Here are excerpts from a post at Adventures in Computation that will be of interest to market designers:
"One of the most striking results about fairness in machine learning is the impossibility result that Alexandra Chouldechova, and separately Jon Kleinberg, Sendhil Mullainathan, and Manish Raghavan discovered a few years ago. These papers say something very crisp. I'll focus here on the binary classification setting that Alex studies because it is much simpler. There are (at least) three reasonable properties you would want your "fair" classifiers to have. They are:
- False-Positive Rate Balance: The rate at which your classifier makes errors in the positive direction (i.e. labels negative examples positive) should be the same across groups.
- False-Negative Rate Balance: The rate at which your classifier makes errors in the negative direction (i.e. labels positive examples negative) should be the same across groups.
- Predictive Parity: The statistical "meaning" of a positive classification should be the same across groups (we'll be more specific about what this means in a moment)
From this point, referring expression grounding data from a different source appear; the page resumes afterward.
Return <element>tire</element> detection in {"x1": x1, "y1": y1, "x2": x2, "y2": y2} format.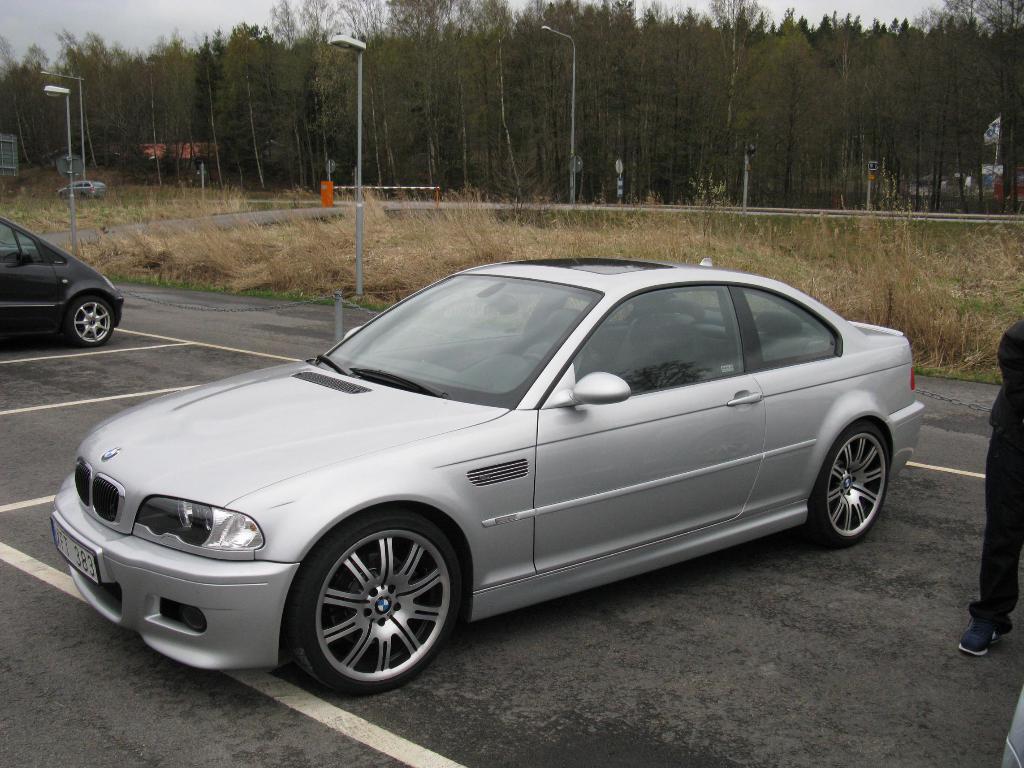
{"x1": 263, "y1": 506, "x2": 466, "y2": 693}.
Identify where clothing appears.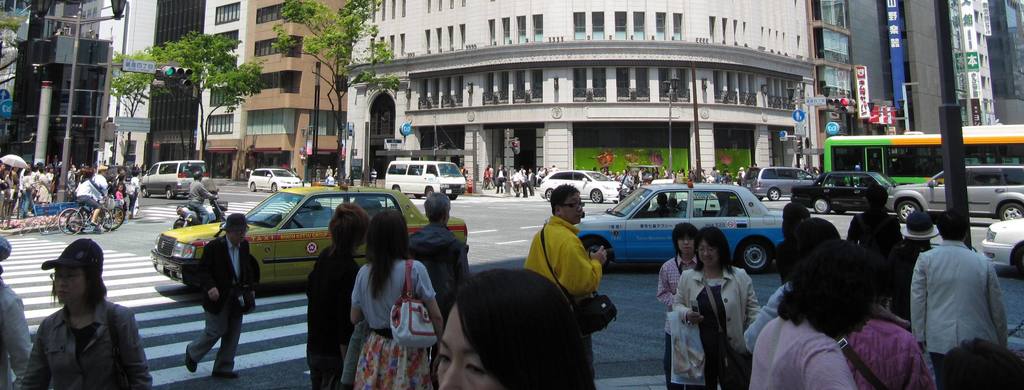
Appears at {"left": 76, "top": 196, "right": 93, "bottom": 232}.
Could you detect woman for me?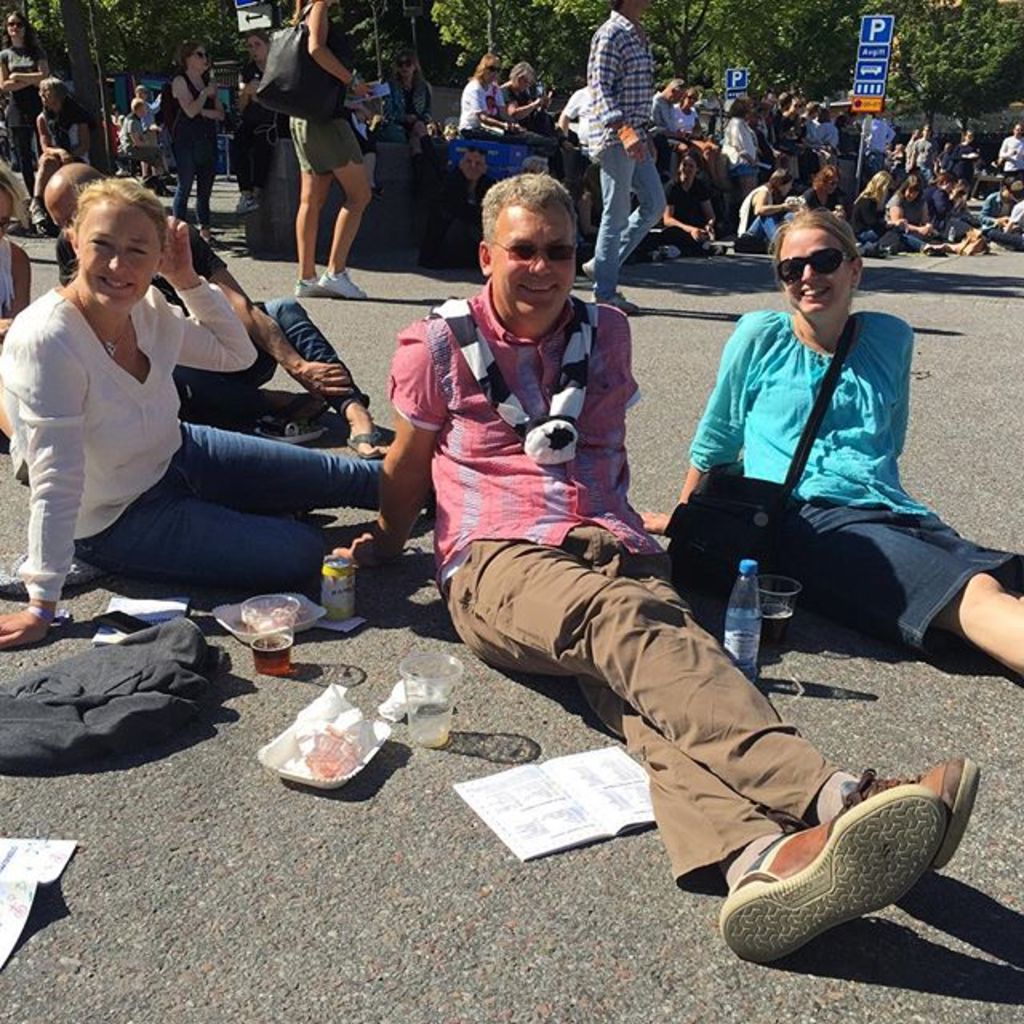
Detection result: BBox(456, 48, 550, 149).
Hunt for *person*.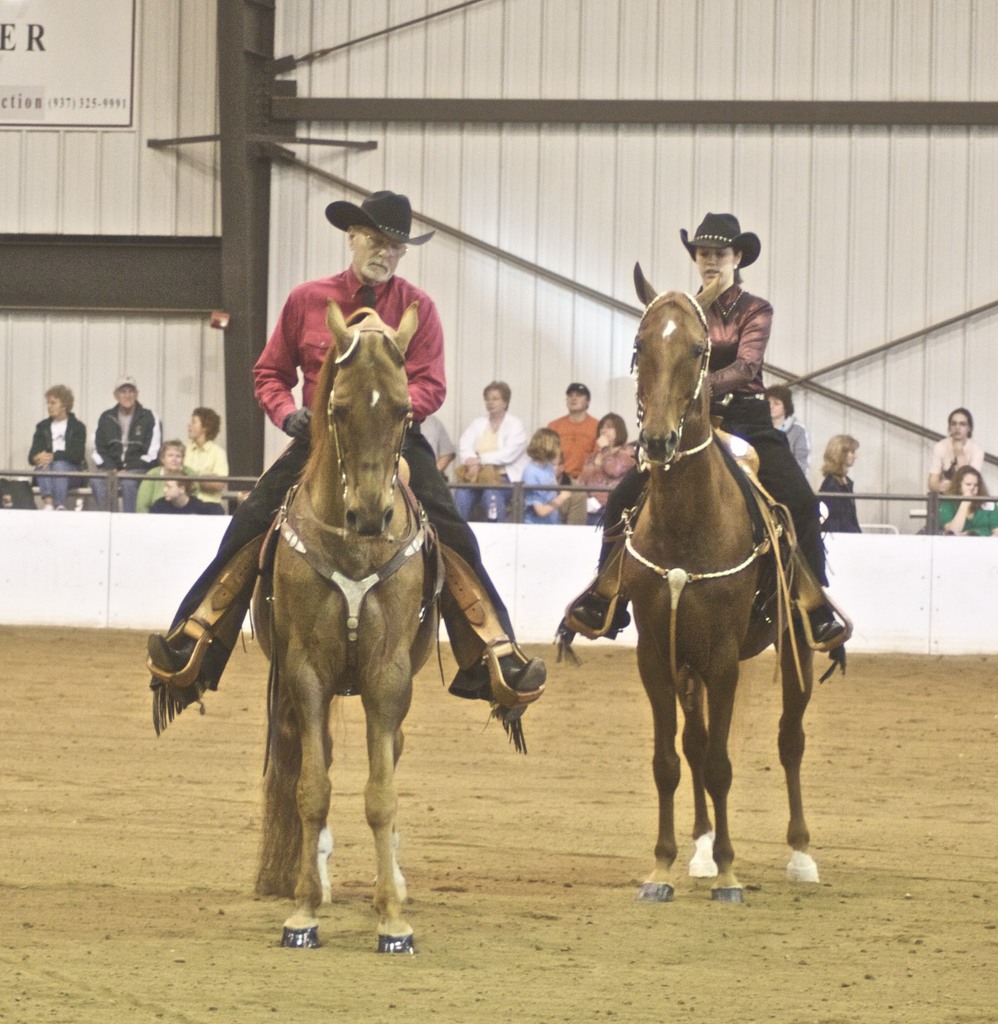
Hunted down at (510,424,576,512).
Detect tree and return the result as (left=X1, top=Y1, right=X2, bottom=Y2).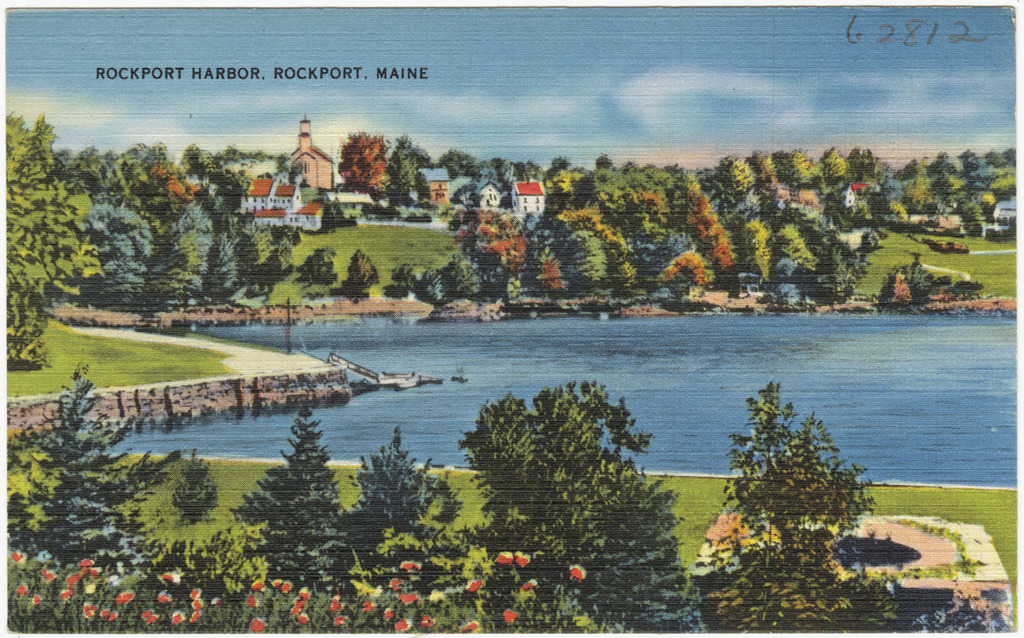
(left=148, top=189, right=211, bottom=321).
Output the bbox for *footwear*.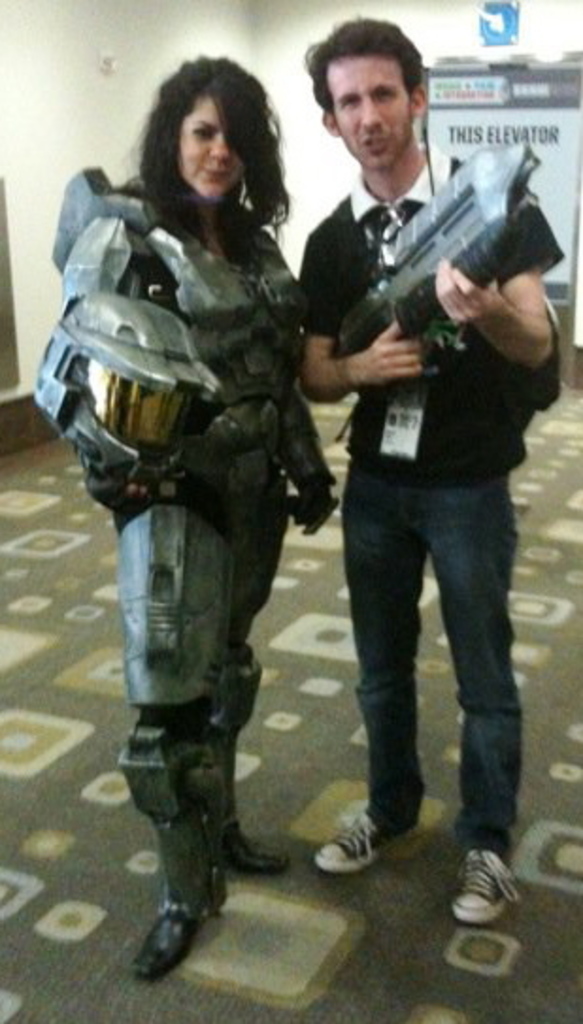
130,907,208,983.
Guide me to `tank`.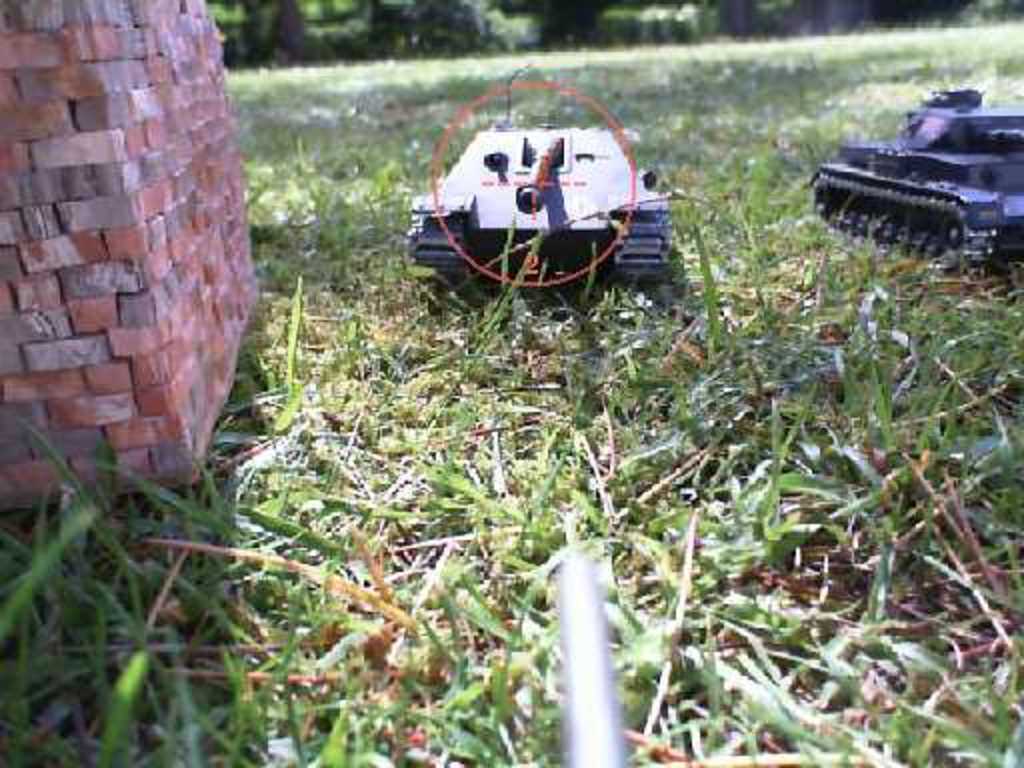
Guidance: locate(404, 74, 672, 304).
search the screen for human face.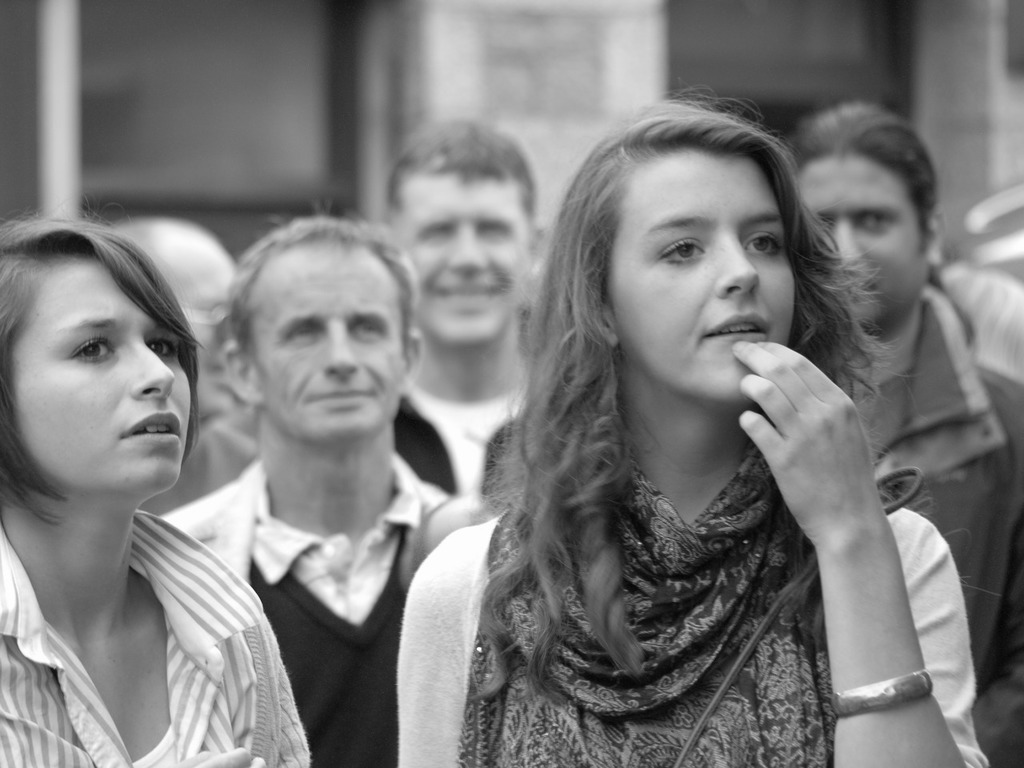
Found at (left=14, top=262, right=190, bottom=490).
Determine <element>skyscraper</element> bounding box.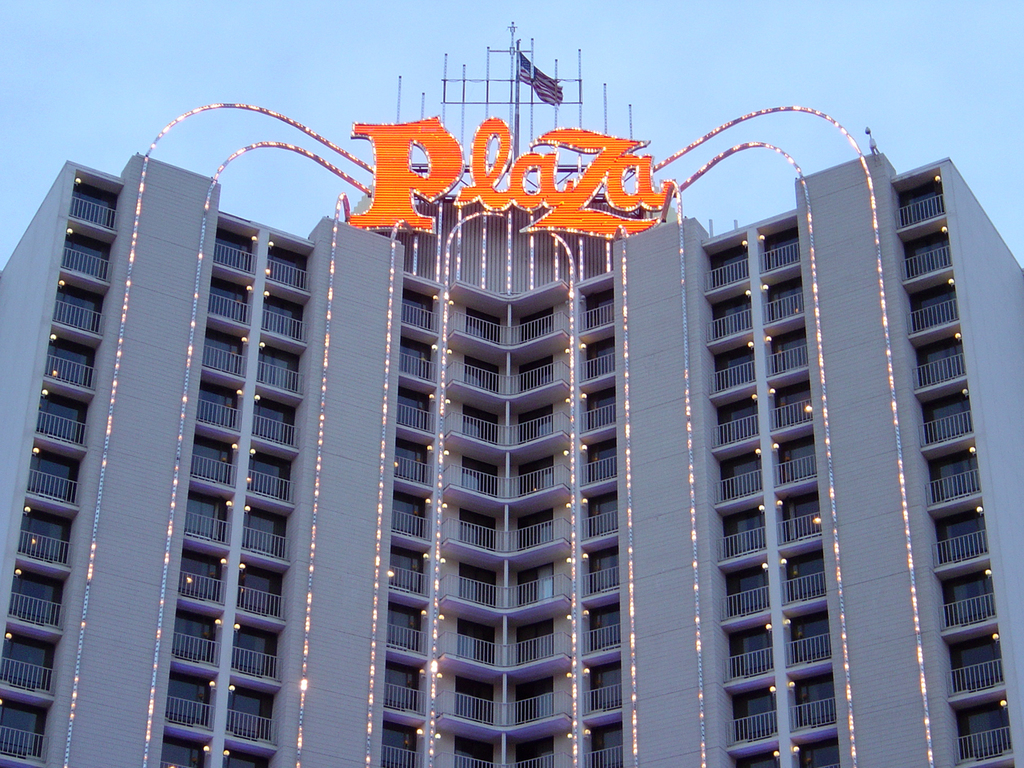
Determined: [0,19,1023,767].
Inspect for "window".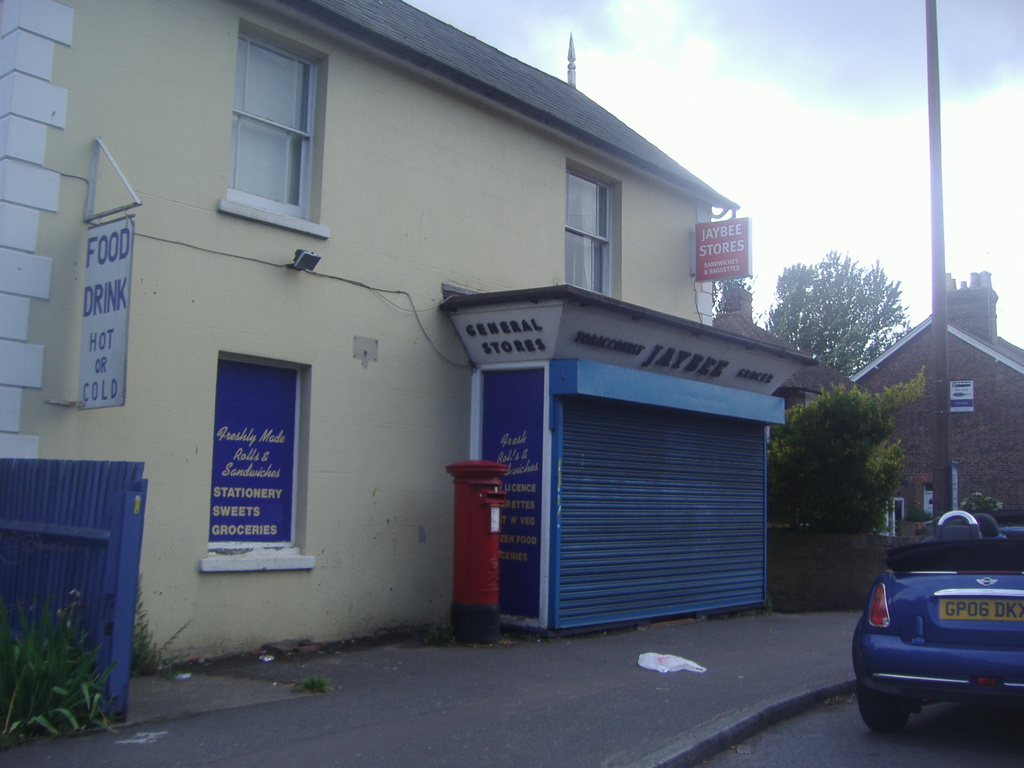
Inspection: <region>556, 156, 625, 298</region>.
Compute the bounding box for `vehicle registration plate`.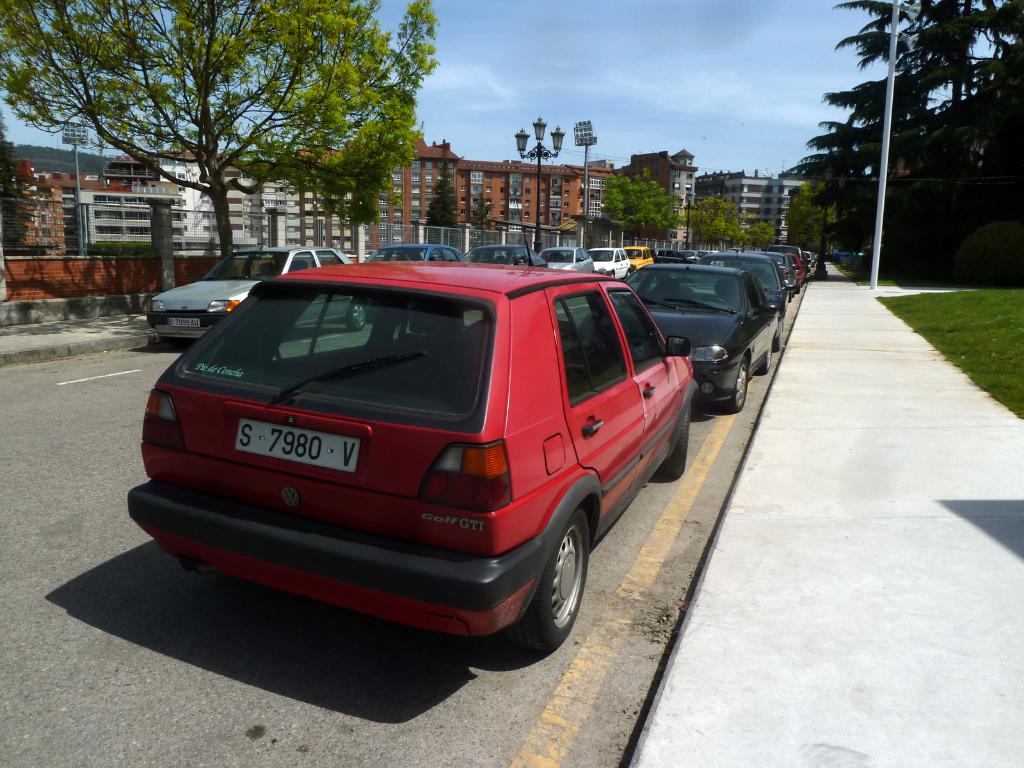
(left=229, top=420, right=358, bottom=472).
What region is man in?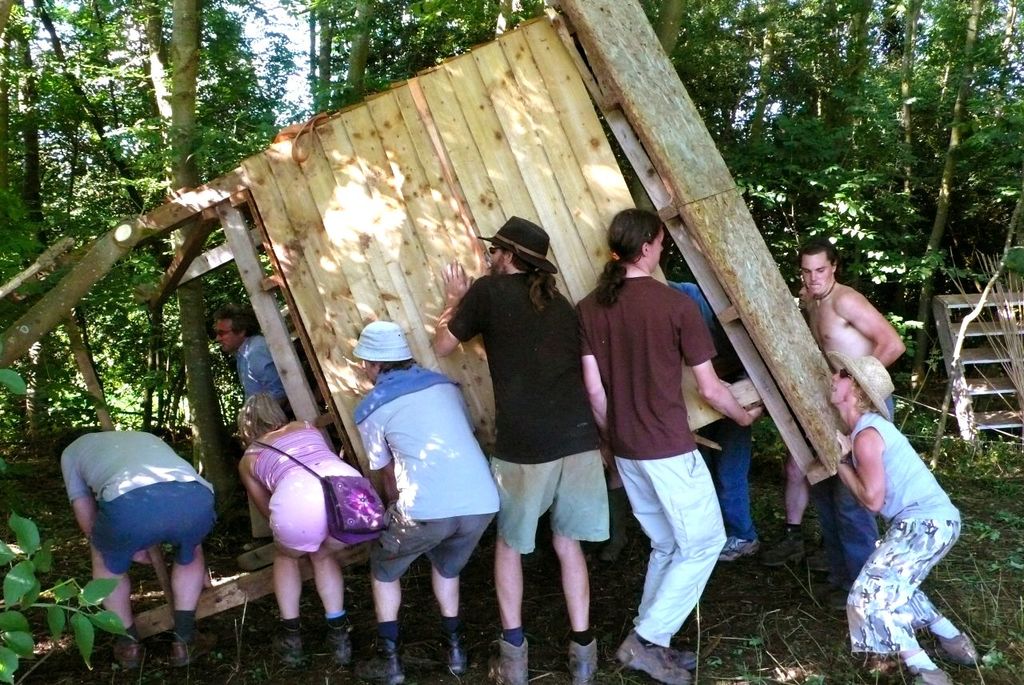
{"left": 349, "top": 320, "right": 498, "bottom": 684}.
What Chouldechova and KMR show is that if you want all three, you are out of luck --- unless you are in one of two very unlikely situations: Either you have a perfect classifier that never errs, or the base rate is exactly the same for both populations --- i.e. both populations have exactly the same frequency of positive examples. If you don't find yourself in one of these two unusual situations, then you have to give up on properties 1, 2, or 3.
...
"So why is this result true? The proof in Alex's paper can't be made simpler --- its already a one liner, following from an algebraic identity. But the first time I read it I didn't have a great intuition for why it held. Viewing the statement through the lens of Bayesian inference made the result very intuitive (at least for me). With this viewpoint, all the impossibility result is saying is: "If you have different priors about some event (say that a released inmate will go on to commit a crime) for two different populations, and you receive evidence of the same strength for both populations, then you will have different posteriors as well". This is now bordering on obvious --- because your posterior belief about an event is a combination of your prior belief and the new evidence you have received, weighted by the strength of that evidence. "
...
"So the mathematical fact is simple --- but its implications remain deep. It means we have to choose between equalizing a decision maker's posterior about the label of an individual, or providing an equally accurate signal about each individual, and that we cannot have both. Unfortunately, living without either one of these conditions can lead to real harm."
...
"So why is this result true? The proof in Alex's paper can't be made simpler --- its already a one liner, following from an algebraic identity. But the first time I read it I didn't have a great intuition for why it held. Viewing the statement through the lens of Bayesian inference made the result very intuitive (at least for me). With this viewpoint, all the impossibility result is saying is: "If you have different priors about some event (say that a released inmate will go on to commit a crime) for two different populations, and you receive evidence of the same strength for both populations, then you will have different posteriors as well". This is now bordering on obvious --- because your posterior belief about an event is a combination of your prior belief and the new evidence you have received, weighted by the strength of that evidence. "
...
"So the mathematical fact is simple --- but its implications remain deep. It means we have to choose between equalizing a decision maker's posterior about the label of an individual, or providing an equally accurate signal about each individual, and that we cannot have both. Unfortunately, living without either one of these conditions can lead to real harm."